When VMware announced patches for a critical vulnerability on May 18, users were warned that exploitation in the wild would likely start soon, and now a proof-of-concept (PoC) exploit targeting the flaw has been made public.
The vulnerability, tracked as CVE-2022-22972, affects VMware Workspace ONE Access, Identity Manager and vRealize Automation. It allows a malicious actor who has network access to the UI to bypass authentication.
Shortly after VMware released patches, the US Cybersecurity and Infrastructure Security Agency (CISA) warned that threat actors would “quickly develop a capability to exploit CVE-2022-22972,” as well as CVE-2022-22973, a privilege escalation fixed with the same round of patches.
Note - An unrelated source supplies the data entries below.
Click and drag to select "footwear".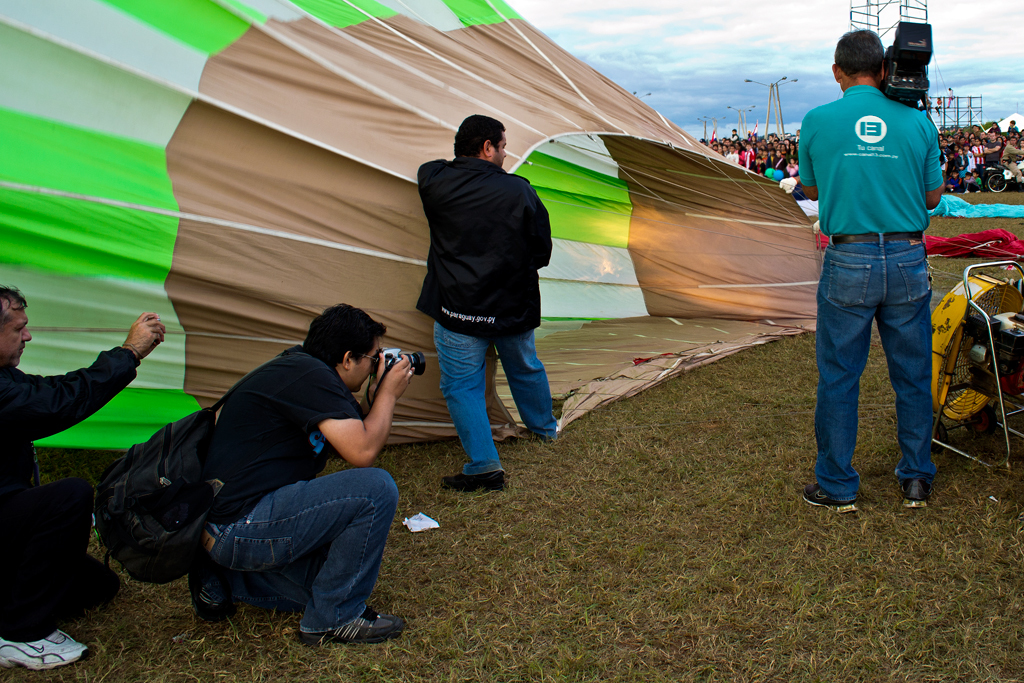
Selection: (x1=191, y1=581, x2=258, y2=630).
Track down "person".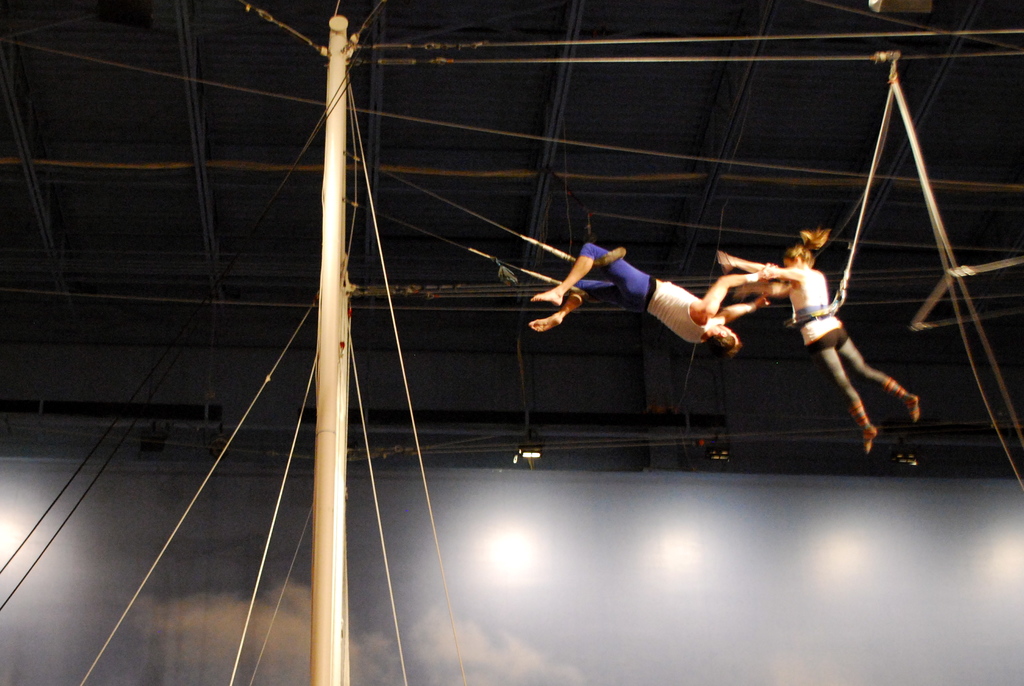
Tracked to 715:224:927:453.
Penetration testing company Horizon3.ai on Thursday published a technical deep dive for CVE-2022-22972 and made public a PoC exploit. VMware has updated its initial advisory to inform customers about the availability of a PoC, which further increases the chances of exploitation.
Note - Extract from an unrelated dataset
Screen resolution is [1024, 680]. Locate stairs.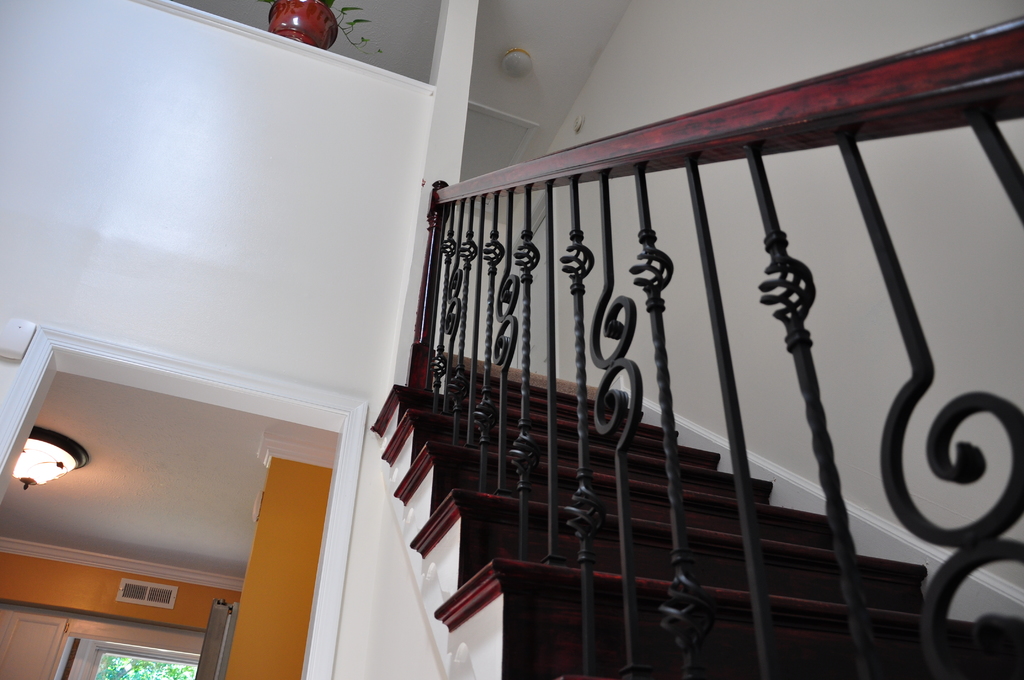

In fact, threat intelligence company GreyNoise reported on Friday that it’s already seeing scans for vulnerable systems.
Horizon3.ai, which described CVE-2022-22972 as a “relatively simple Host header manipulation vulnerability,” said a motivated attacker would not have difficulties developing an exploit.
“A quick search on Shodan.io for the affected VMware applications returns a pretty low count of organizations that expose them to the internet,” the company said. “Of note, the healthcare, education industry, and state government all seem to be a fair amount of the types of organizations that have exposures – putting them at larger risk for current and future exploitation.”
When the vulnerability came to light, CISA issued an emergency directive instructing federal agencies to patch CVE-2022-22972 and CVE-2022-22973 by May 23, or remove affected instances from their network until a patch can be applied.
The products affected by CVE-2022-22972 and CVE-2022-22973 are also impacted by CVE-2022-22954 and CVE-2022-22960, which have been exploited in the wild — both separately and chained — by multiple threat groups since early April.
Related: VMware Confirms In-the-Wild Exploitation of vCenter Server Vulnerability
Related: Critical Code Execution Flaw Haunts VMware Cloud Director
Related: VMware vCenter Server Vulnerability Can Facilitate Attacks on Many Organizations
Eduard Kovacs (@EduardKovacs) is a contributing editor at SecurityWeek. He worked as a high school IT teacher for two years before starting a career in journalism as Softpedia’s security news reporter. Eduard holds a bachelor’s degree in industrial informatics and a master’s degree in computer techniques applied in electrical engineering.